Hindustan Times (Bathinda)

Families get justice after 31 years

Delhi HC directs accused to surrender on or before Nov 22

- Richa Banka richa.banka@htlive.com

NEW DELHI: After 31 years, which included two state ordered probes and a long legal battle, families of about 40 Muslim men who were victims of custodial killings, have received justice.

The Delhi high court on Wednesday convicted 16 former members of the UP Provincial Armed Constabula­ry (PAC) for killing 38 innocent and unarmed Muslim men in the Hashimpura area of Meerut city in 1987. Earlier reports had stated that 42 people were killed. However, after carefully perusing all documents on record, the Delhi high court concluded that 38 people were killed. The court sentenced the accused to life imprisonme­nt (the remainder of their lives) and directed them to surrender on or before November 22.

The accused were sentenced to 10 years rigorous imprisonme­nt with a fine of ~10,000 for abduction and kidnapping.

The court also awarded them five years rigorous imprisonme­nt for attempt to murder and three years for disappeari­ng the evidence of offence. A bench of Justices S Muralidhar and Vinod Goel held that the deaths were a “targeted killing of persons belonging to one minority community”.

“We are conscious that for the families of those killed, this is perhaps too little, too late. They have had to wait for 31 years for justice. The monetary compensati­on they have received cannot make up for the lives lost. This case points to the systemic failure that results, not infrequent­ly, in a miscarriag­e of justice,” the court held, upturning a lower court’s acquittal of the accused in 2015.

The massacre occurred during communal riots in Meerut.

On May 22, 1987, over 40 Muslim men were rounded up by the PAC 41st battalion led by platoon commander Surender Pal Singh (now deceased), packed into an official truck, driven a short distance and shot at. The bodies were thrown in the upper Ganga and Hindon canals. Five survived the shooting. Of the 38 killed, only 11 bodies were recovered.

A charge sheet was filed in a Ghaziabad court in 1996, in which 19 were accused. Upon an appeal by the victims’ families to the Supreme Court, the case was transferre­d to Delhi’s Tis Hazari court in 2002. Charges against the accused were finally framed in 2006. During the trial, three of the accused died.

“What I respect is the dignity of the victims that they had shown. There was no “tamasha” despite the inordinate delay. While accepting the ways of the system, sometimes they were frustrated but that did not lower their faith in the system,” said senior advocate Rebecca John for the National Human Rights Commission, which filed an appeal after the lower court acquitted the accused in 2015.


(TASK PROMPT) When you repeat the entries below, please keep them exact and leave out the pictures.

(App and web page records)
§ §

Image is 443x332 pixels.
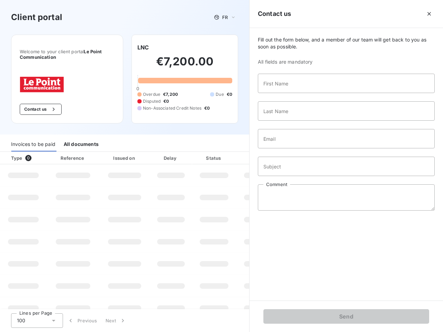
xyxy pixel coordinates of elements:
[20,49,102,60] span: Le Point Communication
[143,98,161,104] span: Disputed
[258,157,435,176] input: placeholder
[163,91,178,98] span: €7,200
[222,15,228,20] span: FR
[137,55,232,75] h2: €7,200.00
[11,11,62,24] h3: Client portal
[143,105,201,111] span: Non-Associated Credit Notes
[7,155,45,162] div: Type
[101,313,130,328] button: Next
[137,43,149,52] h6: LNC
[258,58,435,65] span: All fields are mandatory
[258,9,291,19] h5: Contact us
[193,155,235,162] div: Status
[227,91,232,98] span: €0
[101,155,148,162] div: Issued on
[63,313,101,328] button: Previous
[163,98,169,104] span: €0
[204,105,210,111] span: €0
[216,91,224,98] span: Due
[258,129,435,148] input: placeholder
[258,101,435,121] input: placeholder
[20,49,115,60] span: Welcome to your client portal
[151,155,191,162] div: Delay
[258,74,435,93] input: placeholder
[237,155,282,162] div: Amount
[20,104,62,115] button: Contact us
[64,137,99,152] div: All documents
[136,86,139,91] span: 0
[25,155,31,161] span: 0
[263,309,429,324] button: Send
[17,317,25,324] span: 100
[258,36,435,50] span: Fill out the form below, and a member of our team will get back to you as soon as possible.
[20,76,64,93] img: Company logo
[143,91,160,98] span: Overdue
[61,155,84,161] div: Reference
[11,137,55,152] div: Invoices to be paid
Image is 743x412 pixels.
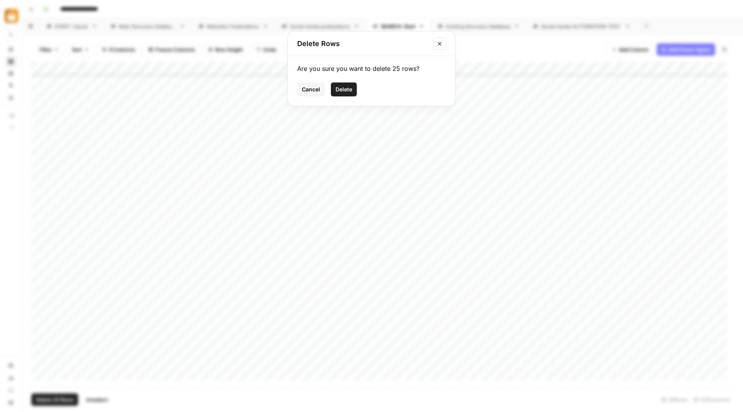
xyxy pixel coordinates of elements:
button: Delete [331,82,357,96]
span: Cancel [302,85,320,93]
button: Cancel [297,82,325,96]
div: Are you sure you want to delete 25 rows? [297,64,446,73]
h2: Delete Rows [297,38,429,49]
span: Delete [335,85,352,93]
button: Close modal [433,38,446,50]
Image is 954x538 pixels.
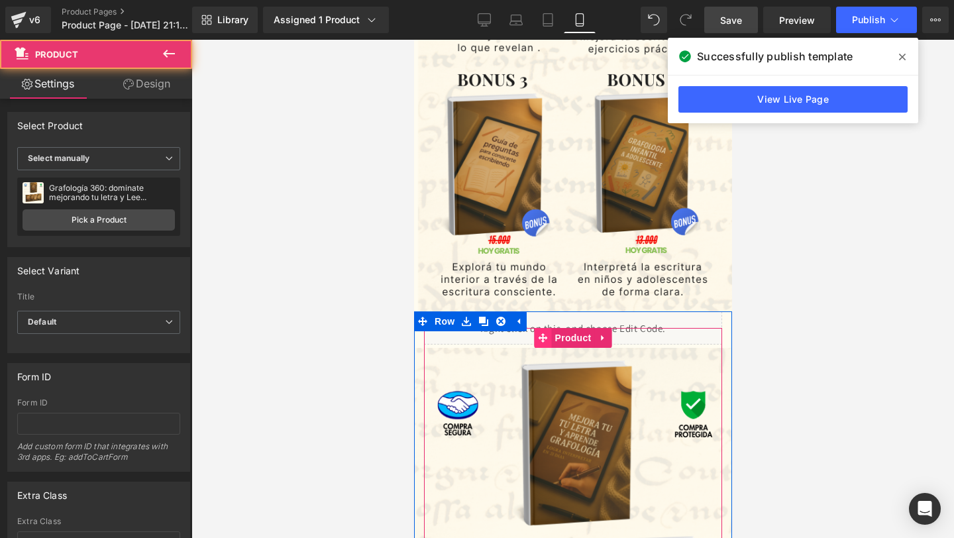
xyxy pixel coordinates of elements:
[836,7,917,33] button: Publish
[35,49,78,60] span: Product
[17,398,180,407] div: Form ID
[17,258,80,276] div: Select Variant
[138,288,181,308] span: Product
[641,7,667,33] button: Undo
[17,482,67,501] div: Extra Class
[62,7,214,17] a: Product Pages
[922,7,949,33] button: More
[28,317,56,327] b: Default
[192,7,258,33] a: New Library
[564,7,596,33] a: Mobile
[720,13,742,27] span: Save
[78,272,95,292] a: Remove Row
[17,364,51,382] div: Form ID
[49,184,175,202] div: Grafología 360: dominate mejorando tu letra y Lee Personalidades en 21 Días
[5,7,51,33] a: v6
[61,272,78,292] a: Clone Row
[217,14,248,26] span: Library
[23,182,44,203] img: pImage
[779,13,815,27] span: Preview
[852,15,885,25] span: Publish
[44,272,61,292] a: Save row
[17,272,44,292] span: Row
[23,209,175,231] a: Pick a Product
[17,517,180,526] div: Extra Class
[17,441,180,471] div: Add custom form ID that integrates with 3rd apps. Eg: addToCartForm
[17,113,83,131] div: Select Product
[468,7,500,33] a: Desktop
[28,153,89,163] b: Select manually
[909,493,941,525] div: Open Intercom Messenger
[274,13,378,27] div: Assigned 1 Product
[532,7,564,33] a: Tablet
[95,272,113,292] a: Expand / Collapse
[678,86,908,113] a: View Live Page
[763,7,831,33] a: Preview
[27,11,43,28] div: v6
[500,7,532,33] a: Laptop
[673,7,699,33] button: Redo
[99,69,195,99] a: Design
[697,48,853,64] span: Successfully publish template
[181,288,198,308] a: Expand / Collapse
[17,292,180,305] label: Title
[62,20,189,30] span: Product Page - [DATE] 21:18:06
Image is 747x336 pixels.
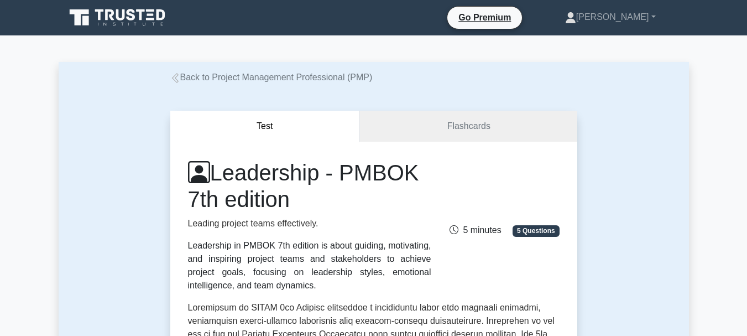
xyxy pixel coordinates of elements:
[188,159,431,212] h1: Leadership - PMBOK 7th edition
[538,6,682,28] a: [PERSON_NAME]
[188,217,431,230] p: Leading project teams effectively.
[512,225,559,236] span: 5 Questions
[188,239,431,292] div: Leadership in PMBOK 7th edition is about guiding, motivating, and inspiring project teams and sta...
[360,111,576,142] a: Flashcards
[449,225,501,234] span: 5 minutes
[170,72,373,82] a: Back to Project Management Professional (PMP)
[452,11,517,24] a: Go Premium
[170,111,360,142] button: Test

§ §

(EXERCISE RESPONSE)
Image is 443x332 pixels.
xyxy pixel coordinates of elements:
[20,49,102,60] span: Le Point Communication
[143,98,161,104] span: Disputed
[258,157,435,176] input: placeholder
[163,91,178,98] span: €7,200
[222,15,228,20] span: FR
[137,55,232,75] h2: €7,200.00
[11,11,62,24] h3: Client portal
[143,105,201,111] span: Non-Associated Credit Notes
[7,155,45,162] div: Type
[101,313,130,328] button: Next
[137,43,149,52] h6: LNC
[258,58,435,65] span: All fields are mandatory
[258,9,291,19] h5: Contact us
[193,155,235,162] div: Status
[227,91,232,98] span: €0
[101,155,148,162] div: Issued on
[63,313,101,328] button: Previous
[163,98,169,104] span: €0
[204,105,210,111] span: €0
[216,91,224,98] span: Due
[258,129,435,148] input: placeholder
[258,101,435,121] input: placeholder
[20,49,115,60] span: Welcome to your client portal
[151,155,191,162] div: Delay
[258,74,435,93] input: placeholder
[237,155,282,162] div: Amount
[20,104,62,115] button: Contact us
[64,137,99,152] div: All documents
[136,86,139,91] span: 0
[25,155,31,161] span: 0
[263,309,429,324] button: Send
[17,317,25,324] span: 100
[258,36,435,50] span: Fill out the form below, and a member of our team will get back to you as soon as possible.
[20,76,64,93] img: Company logo
[143,91,160,98] span: Overdue
[61,155,84,161] div: Reference
[11,137,55,152] div: Invoices to be paid
Image is 743x412 pixels.
xyxy pixel coordinates of elements:
button: Delete [331,82,357,96]
span: Cancel [302,85,320,93]
button: Cancel [297,82,325,96]
div: Are you sure you want to delete 25 rows? [297,64,446,73]
h2: Delete Rows [297,38,429,49]
span: Delete [335,85,352,93]
button: Close modal [433,38,446,50]
Image is 954x538 pixels.
xyxy pixel coordinates of elements:
[836,7,917,33] button: Publish
[35,49,78,60] span: Product
[17,398,180,407] div: Form ID
[17,258,80,276] div: Select Variant
[138,288,181,308] span: Product
[641,7,667,33] button: Undo
[17,482,67,501] div: Extra Class
[62,7,214,17] a: Product Pages
[922,7,949,33] button: More
[28,317,56,327] b: Default
[192,7,258,33] a: New Library
[564,7,596,33] a: Mobile
[720,13,742,27] span: Save
[78,272,95,292] a: Remove Row
[17,364,51,382] div: Form ID
[49,184,175,202] div: Grafología 360: dominate mejorando tu letra y Lee Personalidades en 21 Días
[5,7,51,33] a: v6
[61,272,78,292] a: Clone Row
[217,14,248,26] span: Library
[23,182,44,203] img: pImage
[779,13,815,27] span: Preview
[852,15,885,25] span: Publish
[44,272,61,292] a: Save row
[17,272,44,292] span: Row
[23,209,175,231] a: Pick a Product
[17,517,180,526] div: Extra Class
[17,441,180,471] div: Add custom form ID that integrates with 3rd apps. Eg: addToCartForm
[17,113,83,131] div: Select Product
[468,7,500,33] a: Desktop
[28,153,89,163] b: Select manually
[909,493,941,525] div: Open Intercom Messenger
[274,13,378,27] div: Assigned 1 Product
[532,7,564,33] a: Tablet
[95,272,113,292] a: Expand / Collapse
[678,86,908,113] a: View Live Page
[763,7,831,33] a: Preview
[27,11,43,28] div: v6
[500,7,532,33] a: Laptop
[673,7,699,33] button: Redo
[99,69,195,99] a: Design
[697,48,853,64] span: Successfully publish template
[181,288,198,308] a: Expand / Collapse
[17,292,180,305] label: Title
[62,20,189,30] span: Product Page - [DATE] 21:18:06
Image is 747x336 pixels.
xyxy pixel coordinates of elements:
[188,159,431,212] h1: Leadership - PMBOK 7th edition
[538,6,682,28] a: [PERSON_NAME]
[188,217,431,230] p: Leading project teams effectively.
[512,225,559,236] span: 5 Questions
[188,239,431,292] div: Leadership in PMBOK 7th edition is about guiding, motivating, and inspiring project teams and sta...
[360,111,576,142] a: Flashcards
[449,225,501,234] span: 5 minutes
[170,72,373,82] a: Back to Project Management Professional (PMP)
[452,11,517,24] a: Go Premium
[170,111,360,142] button: Test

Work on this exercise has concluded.